We need protection from criminals, but we also need protection from those who would protect us, who can — with “government power” — usurp their roles and become criminal themselves.
This is, I repeat, a very old thought.
Yet it seemed new when James Buchanan and Gordon Tullock advanced something very much like it with their book The Calculus of Consent, and in the many great contributions of their separate careers.
James M. Buchanan died this Wednesday. Before his contributions, economists typically assumed that public servants would swoop in like saving angels, setting the world aright according to the latest mathematical models, disinterestedly, without partisan passion or individual error.
Naive in the extreme.
Thanks to Buchanan, economists today occasionally go so far to confess that though markets often “fail,” merely appointing government to “fix” markets can put us in a bigger fix, since government failure is rampant. Government isn’t magic.

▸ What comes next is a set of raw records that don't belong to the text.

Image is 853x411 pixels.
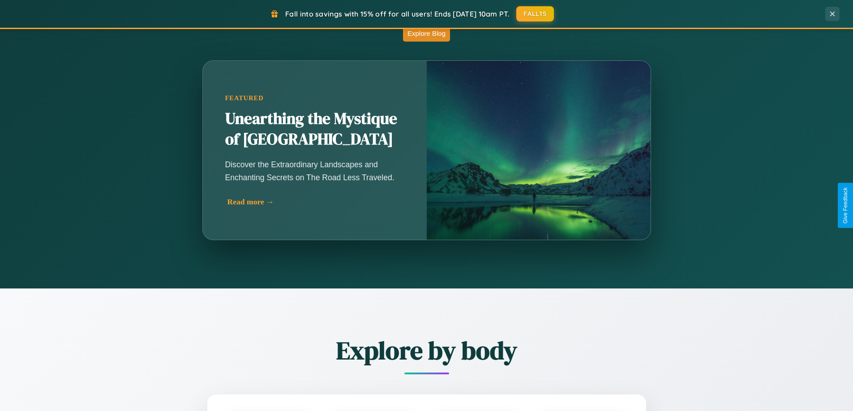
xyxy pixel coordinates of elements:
[225,109,404,150] h2: Unearthing the Mystique of [GEOGRAPHIC_DATA]
[225,94,404,102] div: Featured
[158,334,695,368] h2: Explore by body
[516,6,554,21] button: FALL15
[285,9,509,18] span: Fall into savings with 15% off for all users! Ends [DATE] 10am PT.
[842,188,848,224] div: Give Feedback
[225,158,404,184] p: Discover the Extraordinary Landscapes and Enchanting Secrets on The Road Less Traveled.
[403,25,450,42] button: Explore Blog
[227,197,407,207] div: Read more →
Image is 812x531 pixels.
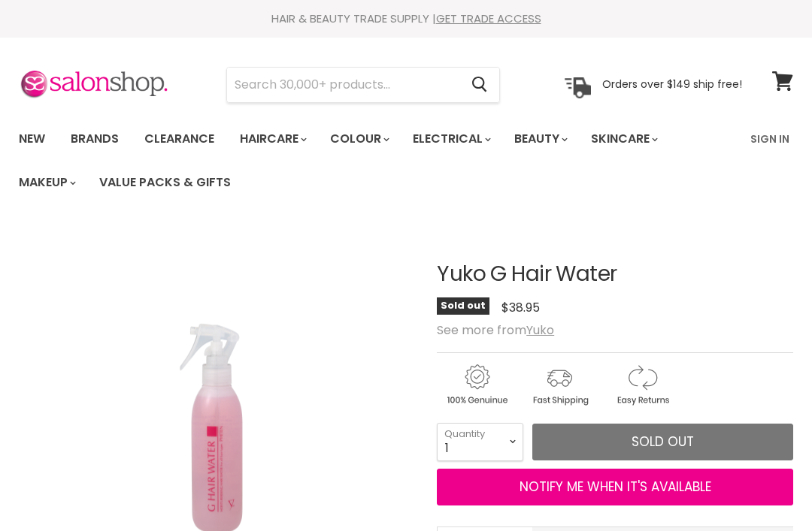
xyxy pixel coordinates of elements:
img: returns.gif [602,362,682,408]
button: NOTIFY ME WHEN IT'S AVAILABLE [437,469,793,507]
span: Sold out [631,433,694,450]
img: genuine.gif [437,362,517,408]
a: Sign In [741,123,798,154]
a: Colour [319,123,398,154]
a: Yuko [526,321,554,339]
ul: Main menu [8,117,741,204]
form: Product [226,67,500,103]
a: Makeup [8,167,85,198]
h1: Yuko G Hair Water [437,263,793,286]
a: Beauty [503,123,576,154]
p: Orders over $149 ship free! [602,78,742,91]
a: Brands [59,123,130,154]
input: Search [227,68,459,102]
a: Clearance [133,123,225,154]
span: $38.95 [501,299,540,316]
span: See more from [437,321,554,339]
a: Haircare [228,123,316,154]
a: Skincare [580,123,666,154]
a: Electrical [401,123,500,154]
img: shipping.gif [520,362,599,408]
select: Quantity [437,423,524,460]
a: Value Packs & Gifts [88,167,242,198]
a: GET TRADE ACCESS [436,11,541,26]
a: New [8,123,56,154]
span: Sold out [437,297,490,315]
button: Sold out [532,423,793,461]
button: Search [459,68,499,102]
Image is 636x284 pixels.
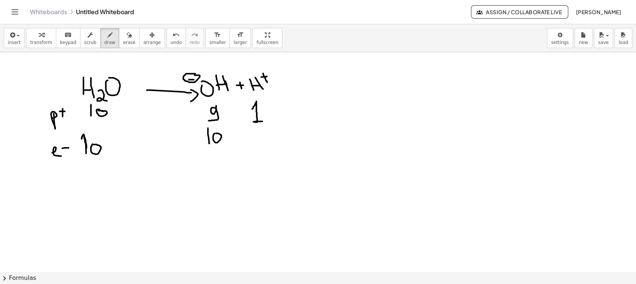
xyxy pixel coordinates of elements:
[205,28,230,48] button: format_sizesmaller
[236,31,244,39] i: format_size
[598,40,608,45] span: save
[60,40,76,45] span: keypad
[30,40,52,45] span: transform
[4,28,25,48] button: insert
[614,28,632,48] button: load
[256,40,278,45] span: fullscreen
[190,40,200,45] span: redo
[84,40,96,45] span: scrub
[471,5,568,19] button: Assign / Collaborate Live
[477,9,562,15] span: Assign / Collaborate Live
[574,28,592,48] button: new
[233,40,247,45] span: larger
[569,5,627,19] button: [PERSON_NAME]
[123,40,135,45] span: erase
[185,28,204,48] button: redoredo
[578,40,588,45] span: new
[618,40,628,45] span: load
[104,40,115,45] span: draw
[209,40,226,45] span: smaller
[214,31,221,39] i: format_size
[9,6,21,18] button: Toggle navigation
[80,28,101,48] button: scrub
[139,28,165,48] button: arrange
[119,28,139,48] button: erase
[594,28,613,48] button: save
[551,40,569,45] span: settings
[64,31,71,39] i: keyboard
[100,28,120,48] button: draw
[191,31,198,39] i: redo
[56,28,80,48] button: keyboardkeypad
[575,9,621,15] span: [PERSON_NAME]
[26,28,56,48] button: transform
[229,28,251,48] button: format_sizelarger
[547,28,573,48] button: settings
[143,40,161,45] span: arrange
[8,40,20,45] span: insert
[30,8,67,16] a: Whiteboards
[252,28,282,48] button: fullscreen
[171,40,182,45] span: undo
[166,28,186,48] button: undoundo
[172,31,179,39] i: undo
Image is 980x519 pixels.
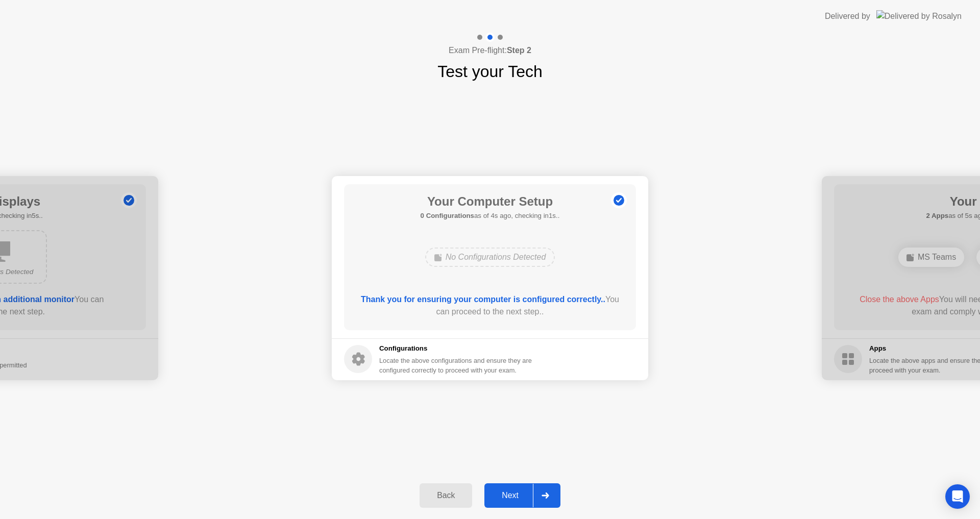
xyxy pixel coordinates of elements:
b: Thank you for ensuring your computer is configured correctly.. [361,295,605,303]
h1: Test your Tech [437,59,543,84]
div: Back [422,491,469,500]
b: Step 2 [507,46,531,54]
h5: Configurations [380,344,534,354]
div: You can proceed to the next step.. [359,293,621,318]
div: No Configurations Detected [425,247,555,267]
button: Back [419,483,472,508]
h5: as of 4s ago, checking in1s.. [421,211,560,221]
button: Next [485,483,560,508]
div: Next [488,491,533,500]
div: Locate the above configurations and ensure they are configured correctly to proceed with your exam. [380,356,534,375]
div: Delivered by [824,10,870,23]
div: Open Intercom Messenger [945,485,970,509]
img: Delivered by Rosalyn [877,10,961,22]
b: 0 Configurations [421,212,474,219]
h1: Your Computer Setup [421,192,560,211]
h4: Exam Pre-flight: [449,44,531,57]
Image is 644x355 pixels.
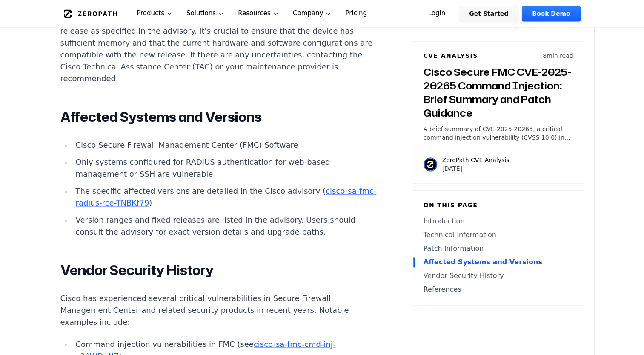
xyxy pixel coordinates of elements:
[522,6,580,21] a: Book Demo
[542,51,573,60] p: 8 min read
[423,257,573,267] a: Affected Systems and Versions
[423,270,573,281] a: Vendor Security History
[423,124,573,142] p: A brief summary of CVE-2025-20265, a critical command injection vulnerability (CVSS 10.0) in Cisc...
[75,186,376,207] a: cisco-sa-fmc-radius-rce-TNBKf79
[423,51,478,60] h6: CVE Analysis
[423,216,573,227] a: Introduction
[423,65,573,119] h3: Cisco Secure FMC CVE-2025-20265 Command Injection: Brief Summary and Patch Guidance
[72,214,377,238] li: Version ranges and fixed releases are listed in the advisory. Users should consult the advisory f...
[423,230,573,240] a: Technical Information
[60,292,377,328] p: Cisco has experienced several critical vulnerabilities in Secure Firewall Management Center and r...
[423,201,573,209] h6: On this page
[423,284,573,294] a: References
[423,243,573,253] a: Patch Information
[459,6,518,21] a: Get Started
[418,6,456,21] a: Login
[423,157,437,171] img: ZeroPath CVE Analysis
[60,262,377,279] h2: Vendor Security History
[442,156,510,164] p: ZeroPath CVE Analysis
[72,139,377,151] li: Cisco Secure Firewall Management Center (FMC) Software
[60,109,377,125] h2: Affected Systems and Versions
[72,156,377,180] li: Only systems configured for RADIUS authentication for web-based management or SSH are vulnerable
[72,185,377,209] li: The specific affected versions are detailed in the Cisco advisory ( )
[442,164,510,173] p: [DATE]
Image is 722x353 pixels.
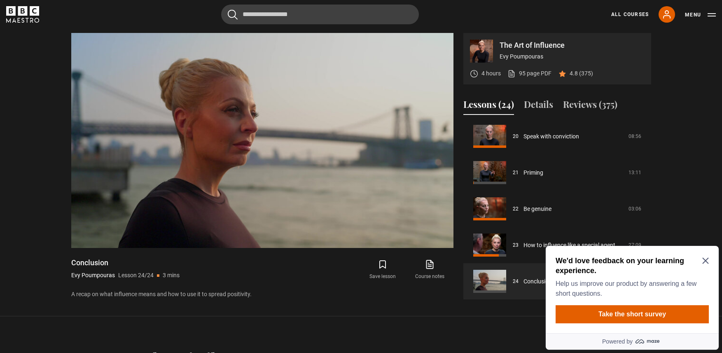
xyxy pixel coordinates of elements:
a: Be genuine [523,205,551,213]
p: A recap on what influence means and how to use it to spread positivity. [71,290,453,298]
a: Powered by maze [3,91,176,107]
p: Help us improve our product by answering a few short questions. [13,36,163,56]
h2: We'd love feedback on your learning experience. [13,13,163,33]
a: All Courses [611,11,648,18]
a: Conclusion [523,277,552,286]
p: 4.8 (375) [569,69,593,78]
button: Lessons (24) [463,98,514,115]
div: Optional study invitation [3,3,176,107]
a: Priming [523,168,543,177]
button: Submit the search query [228,9,238,20]
svg: BBC Maestro [6,6,39,23]
a: Speak with conviction [523,132,579,141]
button: Take the short survey [13,63,166,81]
a: Course notes [406,258,453,282]
p: Lesson 24/24 [118,271,154,280]
video-js: Video Player [71,33,453,248]
button: Reviews (375) [563,98,617,115]
input: Search [221,5,419,24]
p: Evy Poumpouras [71,271,115,280]
button: Toggle navigation [685,11,716,19]
h1: Conclusion [71,258,180,268]
p: Evy Poumpouras [499,52,644,61]
p: 4 hours [481,69,501,78]
button: Save lesson [359,258,406,282]
button: Close Maze Prompt [160,15,166,21]
p: 3 mins [163,271,180,280]
button: Details [524,98,553,115]
a: How to influence like a special agent [523,241,615,250]
a: 95 page PDF [507,69,551,78]
p: The Art of Influence [499,42,644,49]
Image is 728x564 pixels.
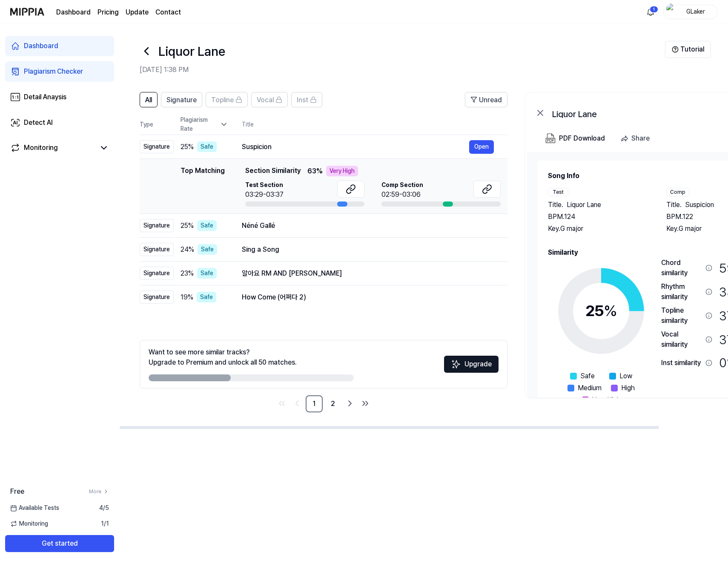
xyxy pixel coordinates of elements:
[166,95,197,105] span: Signature
[145,95,152,105] span: All
[578,383,601,393] span: Medium
[242,268,494,279] div: 알아요 RM AND [PERSON_NAME]
[211,95,234,105] span: Topline
[139,395,508,413] nav: pagination
[444,363,498,371] a: SparklesUpgrade
[548,188,569,196] div: Test
[661,282,702,302] div: Rhythm similarity
[139,115,173,135] th: Type
[242,245,494,255] div: Sing a Song
[306,395,323,413] a: 1
[382,190,423,200] div: 02:59-03:06
[665,41,711,58] button: Tutorial
[5,87,114,107] a: Detail Anaysis
[181,245,194,255] span: 24 %
[24,92,66,102] div: Detail Anaysis
[451,359,461,369] img: Sparkles
[544,130,606,147] button: PDF Download
[661,305,702,326] div: Topline similarity
[548,223,649,234] div: Key. G major
[181,292,193,302] span: 19 %
[5,36,114,56] a: Dashboard
[242,220,494,231] div: Néné Gallé
[326,166,358,176] div: Very High
[666,200,682,210] span: Title .
[661,329,702,350] div: Vocal similarity
[139,267,173,280] div: Signature
[666,188,690,196] div: Comp
[307,166,323,176] span: 63 %
[469,140,494,154] button: Open
[650,6,658,13] div: 1
[663,5,718,19] button: profileGLaker
[10,519,48,528] span: Monitoring
[644,5,658,18] button: 알림1
[631,133,650,144] div: Share
[10,504,59,513] span: Available Tests
[181,166,225,206] div: Top Matching
[139,290,173,304] div: Signature
[181,142,194,152] span: 25 %
[245,190,284,200] div: 03:29-03:37
[156,7,181,18] a: Contact
[5,112,114,133] a: Detect AI
[580,371,595,381] span: Safe
[672,46,679,53] img: Help
[24,117,53,128] div: Detect AI
[10,143,95,153] a: Monitoring
[621,383,635,393] span: High
[139,243,173,256] div: Signature
[198,244,217,255] div: Safe
[181,268,194,279] span: 23 %
[296,95,309,105] span: Inst
[679,7,712,16] div: GLaker
[139,219,173,232] div: Signature
[139,140,173,154] div: Signature
[465,92,508,107] button: Unread
[358,397,372,410] a: Go to last page
[592,395,621,405] span: Very High
[617,130,657,147] button: Share
[197,268,217,279] div: Safe
[275,397,289,410] a: Go to first page
[161,92,202,107] button: Signature
[10,486,24,496] span: Free
[181,115,228,133] div: Plagiarism Rate
[586,299,617,322] div: 25
[181,220,194,231] span: 25 %
[100,504,109,513] span: 4 / 5
[661,358,702,368] div: Inst similarity
[245,181,284,190] span: Test Section
[382,181,423,190] span: Comp Section
[197,292,216,302] div: Safe
[661,257,702,278] div: Chord similarity
[290,397,304,410] a: Go to previous page
[559,133,605,144] div: PDF Download
[126,7,149,18] a: Update
[24,41,58,51] div: Dashboard
[159,42,225,61] h1: Liquor Lane
[291,92,322,107] button: Inst
[97,7,119,18] a: Pricing
[324,395,341,413] a: 2
[646,7,655,17] img: 알림
[197,220,217,231] div: Safe
[5,61,114,82] a: Plagiarism Checker
[343,397,357,410] a: Go to next page
[139,65,665,75] h2: [DATE] 1:38 PM
[101,519,109,528] span: 1 / 1
[197,142,217,152] div: Safe
[149,347,296,368] div: Want to see more similar tracks? Upgrade to Premium and unlock all 50 matches.
[685,200,714,210] span: Suspicion
[242,142,469,152] div: Suspicion
[666,4,677,21] img: profile
[257,95,274,105] span: Vocal
[24,143,58,153] div: Monitoring
[245,166,301,176] span: Section Similarity
[56,7,91,18] a: Dashboard
[89,488,109,496] a: More
[604,302,617,320] span: %
[479,95,502,105] span: Unread
[5,535,114,552] button: Get started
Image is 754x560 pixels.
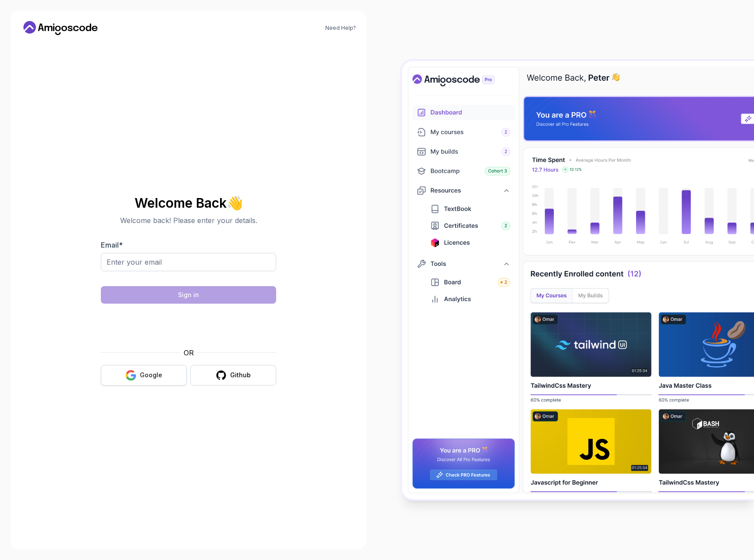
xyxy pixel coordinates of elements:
[101,286,277,304] button: Sign in
[190,365,277,386] button: Github
[140,371,162,379] div: Google
[230,371,251,379] div: Github
[325,25,356,32] a: Need Help?
[402,61,754,499] img: Amigoscode Dashboard
[184,348,194,358] p: OR
[101,365,187,386] button: Google
[101,196,277,210] h2: Welcome Back
[122,309,255,342] iframe: Widget contenant une case à cocher pour le défi de sécurité hCaptcha
[101,215,277,226] p: Welcome back! Please enter your details.
[227,195,243,210] span: 👋
[21,21,100,35] a: Home link
[101,241,122,249] label: Email *
[101,253,277,271] input: Enter your email
[178,291,200,299] div: Sign in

It doesn’t change our natures for the better merely by being instituted, or by being called “government.” Power still corrupts, and economists now have to deal with that ugly but unavoidable fact.
By showing us that we’re no angels, Buchanan put himself on the side of the angels.
This is Common Sense. I’m Paul Jacob.
4 replies on “None of Us Are Angels”
Which is why the 2nd Amendment is specifically NOT about hunting.
The great 18th century scientist, inventor, and theologian Emanuel Swedenborg described self-love as the primary motive of the natural human heart — and that that self-love, providentially, is able to work towards the order and help of others in society, because for standing and reputation, many will be willing to appear to do what is just. The motive is in reality personal vanity, but the end result is (through providence), a help to others.
When the self-love of men is linked with, and benefits from, creating and developing useful inventions and making beneficial discoveries, then it happens that even pure self-love can (through providence) give new powers to man and improve the conditions of life for people. This is something Swedenborg termed “uses.” Bill Gates then makes a fortune, and we do not build a window into his soul over it, we simply buy the gadgets and he makes a profit to spend as he likes.
But in government, the self-love becomes most staunchly manifested through the will to dominate others, and the will to take the possessions of others. These are the two main infernal delight arising from self-love, or the selfish impulse in the human heart. It may adopt the veneer of doing “public good” or “saving the planet” but it does not create anything, it tends to remove the liberty and property of others, and it increases only the preservation and power of the self-defined elites.
That is why creators of wealth are selfish but they do benefit others nonetheless, while political power rarely leads to the betterment of individuals, but towards totalitarianism.
Government is more prone to corruption than those working in the free market: there’s little accountability and little desire to prosecute fellow government workers. Plus government workers can threaten force against us.
Which is all a good reason to limit government to dealing with situations in which force has already been used against someone or their property.
If government force is being used in a situation in which someone hasn’t already been hurt, then that use of force is likely an abuse of power.